Frank Langfitt
๐ค SpeakerAppearances Over Time
Podcast Appearances
But there she was, pointing a pistol at a target, working on her aim and technique.
Charlie's here at the range with her dad to learn how to protect herself.
Of course, she worries about random crime.
She also is afraid of being targeted because of her race.
The day after the election, a man drove onto her college campus and yelled racial slurs at Black students.
Knowing how to shoot, how does that make you feel?
No, but among liberals and people of color these days, we're seeing more scenes like this.
No, this has been building for years.
I talked to a man named David Yamani.
He's a professor of sociology at Wake Forest University.
And actually, he's been studying this for a long time.
We definitely saw something similar happening in the COVID year of 2020, where, you know, we rolled straight from the pandemic into the summer of the George Floyd murder protests and then rolling straight from there into a contested presidential election.
And there we do have some data.
We do know that in that year that
New gun owners were disproportionately African-American.
They were disproportionately female.
And while we're focusing on the last year, I think it's important to note that more liberals have been buying guns even before President Trump entered politics.
In 2022, the University of Chicago, they put out a study that found that 29 percent of Democrats or Democrat-leaning people nationwide had a gun at home.
Now, that's seven percentage points higher than it was a dozen years earlier.
Yes, politics can drive sales on both sides of the aisle.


> **Work required**
The lines to copy are those with "Localize" in them. Pull each one from the entries below.

Start of Given data

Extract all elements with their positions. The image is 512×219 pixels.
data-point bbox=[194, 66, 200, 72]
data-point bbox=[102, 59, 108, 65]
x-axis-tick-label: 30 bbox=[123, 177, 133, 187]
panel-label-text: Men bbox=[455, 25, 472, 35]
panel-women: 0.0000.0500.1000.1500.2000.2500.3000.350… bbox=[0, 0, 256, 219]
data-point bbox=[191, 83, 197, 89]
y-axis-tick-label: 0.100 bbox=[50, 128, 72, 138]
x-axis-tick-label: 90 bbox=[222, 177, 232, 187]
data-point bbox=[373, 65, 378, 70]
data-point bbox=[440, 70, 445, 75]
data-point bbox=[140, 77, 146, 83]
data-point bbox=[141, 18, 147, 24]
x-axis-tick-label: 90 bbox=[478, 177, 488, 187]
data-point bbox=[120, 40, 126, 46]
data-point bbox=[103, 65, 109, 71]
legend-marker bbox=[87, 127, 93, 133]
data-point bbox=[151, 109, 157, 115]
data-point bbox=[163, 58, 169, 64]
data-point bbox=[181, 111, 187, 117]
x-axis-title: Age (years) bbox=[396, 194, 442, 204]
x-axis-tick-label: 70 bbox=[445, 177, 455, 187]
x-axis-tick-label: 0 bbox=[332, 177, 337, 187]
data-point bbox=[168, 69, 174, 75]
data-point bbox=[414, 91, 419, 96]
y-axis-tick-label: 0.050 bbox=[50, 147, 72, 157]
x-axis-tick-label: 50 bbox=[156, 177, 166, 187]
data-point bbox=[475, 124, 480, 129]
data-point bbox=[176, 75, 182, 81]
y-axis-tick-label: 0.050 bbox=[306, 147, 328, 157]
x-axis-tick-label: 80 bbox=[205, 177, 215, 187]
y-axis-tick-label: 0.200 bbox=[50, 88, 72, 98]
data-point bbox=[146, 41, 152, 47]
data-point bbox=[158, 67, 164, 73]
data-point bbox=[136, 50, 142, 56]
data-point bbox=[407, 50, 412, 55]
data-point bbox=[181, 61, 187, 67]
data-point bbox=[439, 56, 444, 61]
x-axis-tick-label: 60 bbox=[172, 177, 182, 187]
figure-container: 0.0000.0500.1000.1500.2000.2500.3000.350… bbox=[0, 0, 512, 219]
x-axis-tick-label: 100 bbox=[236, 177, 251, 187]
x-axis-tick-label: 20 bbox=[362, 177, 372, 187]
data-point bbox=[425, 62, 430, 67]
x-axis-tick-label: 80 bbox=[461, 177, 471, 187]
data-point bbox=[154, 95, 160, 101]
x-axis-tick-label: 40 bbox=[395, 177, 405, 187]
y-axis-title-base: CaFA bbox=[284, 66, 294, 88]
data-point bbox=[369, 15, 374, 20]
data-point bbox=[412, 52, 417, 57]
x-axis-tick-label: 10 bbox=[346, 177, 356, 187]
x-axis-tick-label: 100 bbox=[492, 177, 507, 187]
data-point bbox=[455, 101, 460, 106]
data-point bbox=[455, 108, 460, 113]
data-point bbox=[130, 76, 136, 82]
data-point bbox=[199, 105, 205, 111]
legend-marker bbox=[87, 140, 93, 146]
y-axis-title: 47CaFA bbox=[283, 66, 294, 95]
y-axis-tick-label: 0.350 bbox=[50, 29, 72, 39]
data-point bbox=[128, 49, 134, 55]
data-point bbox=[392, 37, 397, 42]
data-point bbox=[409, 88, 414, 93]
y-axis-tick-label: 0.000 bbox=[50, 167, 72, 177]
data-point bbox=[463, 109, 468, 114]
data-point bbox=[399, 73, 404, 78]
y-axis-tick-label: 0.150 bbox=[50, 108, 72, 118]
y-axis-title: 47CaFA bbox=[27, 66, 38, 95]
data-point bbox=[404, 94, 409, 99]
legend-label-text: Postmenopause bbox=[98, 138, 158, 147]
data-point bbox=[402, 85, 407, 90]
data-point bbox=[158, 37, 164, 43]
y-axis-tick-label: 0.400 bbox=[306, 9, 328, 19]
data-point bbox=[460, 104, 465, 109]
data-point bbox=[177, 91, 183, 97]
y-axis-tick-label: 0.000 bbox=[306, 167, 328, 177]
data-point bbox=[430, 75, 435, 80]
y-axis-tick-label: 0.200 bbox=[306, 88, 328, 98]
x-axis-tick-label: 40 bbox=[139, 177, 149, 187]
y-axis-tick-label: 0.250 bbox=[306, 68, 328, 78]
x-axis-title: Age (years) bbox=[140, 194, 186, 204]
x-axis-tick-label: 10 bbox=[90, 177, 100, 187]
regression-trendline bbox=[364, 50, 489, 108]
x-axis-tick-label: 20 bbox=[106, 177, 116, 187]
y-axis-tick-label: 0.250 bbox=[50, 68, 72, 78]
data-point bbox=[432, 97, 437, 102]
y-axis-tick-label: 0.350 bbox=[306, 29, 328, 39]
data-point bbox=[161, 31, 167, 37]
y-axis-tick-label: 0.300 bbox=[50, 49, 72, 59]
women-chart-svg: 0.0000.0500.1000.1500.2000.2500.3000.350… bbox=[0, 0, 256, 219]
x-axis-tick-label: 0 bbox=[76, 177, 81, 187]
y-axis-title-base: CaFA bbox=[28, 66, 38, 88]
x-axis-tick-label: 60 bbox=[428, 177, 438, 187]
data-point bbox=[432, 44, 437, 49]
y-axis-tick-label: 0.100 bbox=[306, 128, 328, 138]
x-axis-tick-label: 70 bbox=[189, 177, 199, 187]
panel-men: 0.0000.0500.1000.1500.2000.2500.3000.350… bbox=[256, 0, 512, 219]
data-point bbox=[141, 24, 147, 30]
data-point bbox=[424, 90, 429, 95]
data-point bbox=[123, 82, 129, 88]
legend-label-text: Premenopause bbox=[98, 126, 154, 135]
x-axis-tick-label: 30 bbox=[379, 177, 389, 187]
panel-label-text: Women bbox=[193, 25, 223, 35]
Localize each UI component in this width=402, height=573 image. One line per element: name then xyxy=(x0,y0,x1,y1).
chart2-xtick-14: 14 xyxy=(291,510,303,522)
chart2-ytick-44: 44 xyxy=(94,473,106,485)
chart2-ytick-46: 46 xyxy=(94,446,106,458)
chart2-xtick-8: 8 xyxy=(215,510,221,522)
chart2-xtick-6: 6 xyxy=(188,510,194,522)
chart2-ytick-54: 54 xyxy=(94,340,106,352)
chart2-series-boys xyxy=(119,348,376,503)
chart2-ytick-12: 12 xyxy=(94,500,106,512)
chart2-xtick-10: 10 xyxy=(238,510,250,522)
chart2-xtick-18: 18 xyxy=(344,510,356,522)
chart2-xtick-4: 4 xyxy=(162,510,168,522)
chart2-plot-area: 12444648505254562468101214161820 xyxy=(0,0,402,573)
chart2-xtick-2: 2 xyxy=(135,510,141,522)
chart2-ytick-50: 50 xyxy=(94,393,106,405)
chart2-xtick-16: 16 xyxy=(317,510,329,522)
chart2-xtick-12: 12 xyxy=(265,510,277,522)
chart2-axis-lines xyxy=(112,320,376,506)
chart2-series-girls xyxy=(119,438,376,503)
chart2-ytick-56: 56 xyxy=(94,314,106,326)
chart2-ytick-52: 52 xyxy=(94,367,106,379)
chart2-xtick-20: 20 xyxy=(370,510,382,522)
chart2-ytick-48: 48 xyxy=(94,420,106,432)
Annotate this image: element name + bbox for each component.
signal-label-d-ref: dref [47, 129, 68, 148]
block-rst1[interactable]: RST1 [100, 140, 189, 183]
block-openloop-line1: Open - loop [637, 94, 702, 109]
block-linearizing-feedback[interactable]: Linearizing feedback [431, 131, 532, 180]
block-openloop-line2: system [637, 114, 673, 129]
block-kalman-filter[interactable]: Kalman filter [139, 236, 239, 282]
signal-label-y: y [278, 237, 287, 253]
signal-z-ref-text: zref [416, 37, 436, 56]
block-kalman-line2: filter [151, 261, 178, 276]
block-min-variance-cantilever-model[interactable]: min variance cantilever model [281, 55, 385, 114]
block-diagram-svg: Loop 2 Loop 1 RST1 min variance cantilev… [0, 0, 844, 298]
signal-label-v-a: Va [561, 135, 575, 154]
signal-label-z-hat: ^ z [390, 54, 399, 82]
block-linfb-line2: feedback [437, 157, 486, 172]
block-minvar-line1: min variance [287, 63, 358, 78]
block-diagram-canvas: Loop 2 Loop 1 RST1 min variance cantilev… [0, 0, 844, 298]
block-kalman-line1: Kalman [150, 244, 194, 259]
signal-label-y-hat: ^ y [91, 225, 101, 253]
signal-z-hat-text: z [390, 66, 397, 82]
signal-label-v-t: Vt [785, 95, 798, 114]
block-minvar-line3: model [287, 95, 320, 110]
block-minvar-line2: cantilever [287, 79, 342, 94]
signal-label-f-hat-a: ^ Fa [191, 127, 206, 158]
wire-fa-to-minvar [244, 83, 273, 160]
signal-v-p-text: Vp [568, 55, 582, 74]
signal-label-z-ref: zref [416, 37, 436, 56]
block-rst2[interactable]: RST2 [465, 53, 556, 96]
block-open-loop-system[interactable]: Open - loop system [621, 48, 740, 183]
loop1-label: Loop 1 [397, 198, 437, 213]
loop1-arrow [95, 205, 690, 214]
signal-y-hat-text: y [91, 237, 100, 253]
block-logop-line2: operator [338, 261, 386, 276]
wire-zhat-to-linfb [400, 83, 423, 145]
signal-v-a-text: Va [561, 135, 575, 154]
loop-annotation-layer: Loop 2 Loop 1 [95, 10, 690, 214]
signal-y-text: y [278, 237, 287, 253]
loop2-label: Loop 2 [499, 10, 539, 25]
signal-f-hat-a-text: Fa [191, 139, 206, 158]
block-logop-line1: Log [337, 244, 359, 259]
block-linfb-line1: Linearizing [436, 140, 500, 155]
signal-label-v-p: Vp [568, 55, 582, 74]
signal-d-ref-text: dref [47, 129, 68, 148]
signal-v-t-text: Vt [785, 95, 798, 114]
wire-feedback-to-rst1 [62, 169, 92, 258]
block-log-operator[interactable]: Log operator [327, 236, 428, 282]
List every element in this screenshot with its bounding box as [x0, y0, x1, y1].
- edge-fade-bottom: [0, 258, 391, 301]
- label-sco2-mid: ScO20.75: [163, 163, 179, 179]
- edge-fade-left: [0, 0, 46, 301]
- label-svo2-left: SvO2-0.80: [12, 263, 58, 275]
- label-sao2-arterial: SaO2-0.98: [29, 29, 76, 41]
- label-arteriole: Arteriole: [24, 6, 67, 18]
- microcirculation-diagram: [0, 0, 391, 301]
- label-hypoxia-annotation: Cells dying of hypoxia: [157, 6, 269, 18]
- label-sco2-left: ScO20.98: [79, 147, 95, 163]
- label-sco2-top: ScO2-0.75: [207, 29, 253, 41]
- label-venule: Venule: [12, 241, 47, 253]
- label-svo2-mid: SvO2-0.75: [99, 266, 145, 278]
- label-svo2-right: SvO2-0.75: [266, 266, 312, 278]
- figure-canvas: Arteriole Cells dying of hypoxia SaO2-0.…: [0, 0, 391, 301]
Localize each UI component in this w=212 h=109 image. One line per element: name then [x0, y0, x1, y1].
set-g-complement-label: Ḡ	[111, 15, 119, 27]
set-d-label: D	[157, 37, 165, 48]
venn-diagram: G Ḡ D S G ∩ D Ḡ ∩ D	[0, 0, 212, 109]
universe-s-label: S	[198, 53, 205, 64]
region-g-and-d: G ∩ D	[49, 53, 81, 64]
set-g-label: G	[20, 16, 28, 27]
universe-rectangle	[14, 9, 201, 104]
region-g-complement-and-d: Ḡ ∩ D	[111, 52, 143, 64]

End of Given data

> **Answer for the task**
Localize each UI component in this width=402, height=573 image. One line per element: name then xyxy=(x0,y0,x1,y1).
Localize each UI component in this w=212 h=109 image. One line per element: name then [x0, y0, x1, y1].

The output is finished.